I wouldn't trust that unit with 7870 crossfire and an overclocked FX-6300. It doesn't have the required four PCIe connectors, and it's not good enough quality that you could safely use molex to PCIe adapters, given that it is a multi rail unit. (Putting graphics card type load on a rail designed to power things like fans via peripheral connectors may overload the rail.) How old is the PSU, by the way?
I'm wondering why you want to crossfire that card?
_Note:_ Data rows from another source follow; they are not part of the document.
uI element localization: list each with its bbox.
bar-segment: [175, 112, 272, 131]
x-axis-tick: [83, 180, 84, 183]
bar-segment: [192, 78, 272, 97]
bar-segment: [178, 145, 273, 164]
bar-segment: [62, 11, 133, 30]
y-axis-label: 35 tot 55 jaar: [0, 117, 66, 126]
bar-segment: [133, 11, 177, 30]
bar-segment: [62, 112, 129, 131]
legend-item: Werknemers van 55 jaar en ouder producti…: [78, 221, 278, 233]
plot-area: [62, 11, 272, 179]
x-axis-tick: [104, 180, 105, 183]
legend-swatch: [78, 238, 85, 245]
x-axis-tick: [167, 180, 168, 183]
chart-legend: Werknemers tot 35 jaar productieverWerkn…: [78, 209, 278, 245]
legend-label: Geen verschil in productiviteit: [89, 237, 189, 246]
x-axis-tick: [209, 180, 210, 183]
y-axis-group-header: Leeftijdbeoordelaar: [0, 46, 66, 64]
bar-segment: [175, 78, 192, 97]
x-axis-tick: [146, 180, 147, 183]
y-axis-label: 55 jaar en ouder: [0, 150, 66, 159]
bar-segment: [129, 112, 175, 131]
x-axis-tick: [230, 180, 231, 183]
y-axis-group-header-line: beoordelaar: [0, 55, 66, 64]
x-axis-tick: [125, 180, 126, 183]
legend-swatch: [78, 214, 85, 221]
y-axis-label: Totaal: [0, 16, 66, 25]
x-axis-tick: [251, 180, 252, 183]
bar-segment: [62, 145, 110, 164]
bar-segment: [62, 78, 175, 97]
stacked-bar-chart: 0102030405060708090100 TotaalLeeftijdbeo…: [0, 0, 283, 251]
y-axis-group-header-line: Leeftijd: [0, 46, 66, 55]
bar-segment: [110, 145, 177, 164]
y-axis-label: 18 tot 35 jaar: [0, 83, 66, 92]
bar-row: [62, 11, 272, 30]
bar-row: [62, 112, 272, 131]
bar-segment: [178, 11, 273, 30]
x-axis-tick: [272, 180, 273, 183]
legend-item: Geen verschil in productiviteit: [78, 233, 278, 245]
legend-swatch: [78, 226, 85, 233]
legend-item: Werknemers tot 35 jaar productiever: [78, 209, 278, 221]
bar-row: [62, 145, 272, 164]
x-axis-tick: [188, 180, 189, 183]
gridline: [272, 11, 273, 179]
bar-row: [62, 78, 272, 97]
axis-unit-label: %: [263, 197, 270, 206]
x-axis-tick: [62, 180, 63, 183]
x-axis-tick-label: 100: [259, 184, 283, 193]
For one thing, your CPU needs upgrading before it can take full advantage of a graphics card upgrade on 1080p resolution, and secondly, I think it'd be a better idea to sell the 7870 and upgrade to a 280X. That would not be as great an upgrade in terms of pure framerates, but you would avoid any and all hassles resulting from running two cards: noise, heat, power consumption, lack of connectors, microstutter, lack of Crossfire profile, inconsistent performance compared to a single card.
Another issue that I see is that your motherboard doesn't support PCIe x8/x8. It has two PCIe 2.0 x16 slots, but the second one is electrically limited to x4 bandwidth which limits the performance of a graphics card installed in that slot.
So given the fair chance of CPU bottlenecking and the lack of proper Crossfire support on the PSU and motherboard fronts (not to mention the disadvantages of Crossfire itself), I don't really see any other option than to return the 7870. If you want to upgrade, a 280X would be a decent option although it may also be bottlenecked by the CPU in some games. The best option, if you can afford it, would be to upgrade to Intel Haswell i5 and a 280X or even a 290.
I think yours is 80+ silver, so its not some piece of junk PSU like most that are out there; and companies tend to exaggerate power requirements to be on the safe side.
Efficiency doesn't really say anything about reliability, although efficiency and reliability may have
some correlation. Also the ModXStream 600W is 80+, not even Bronze rated. Says so right there on the Microcenter page the OP linked.
The unit is by no means high quality. It is alright, but not alright enough to use molex to PCIe adapters. Despite the 600W label, the +12V output is actually only rated for 504W, and it can
just barely output its rated wattage, which means it is definitely not designed for continuous 600W output.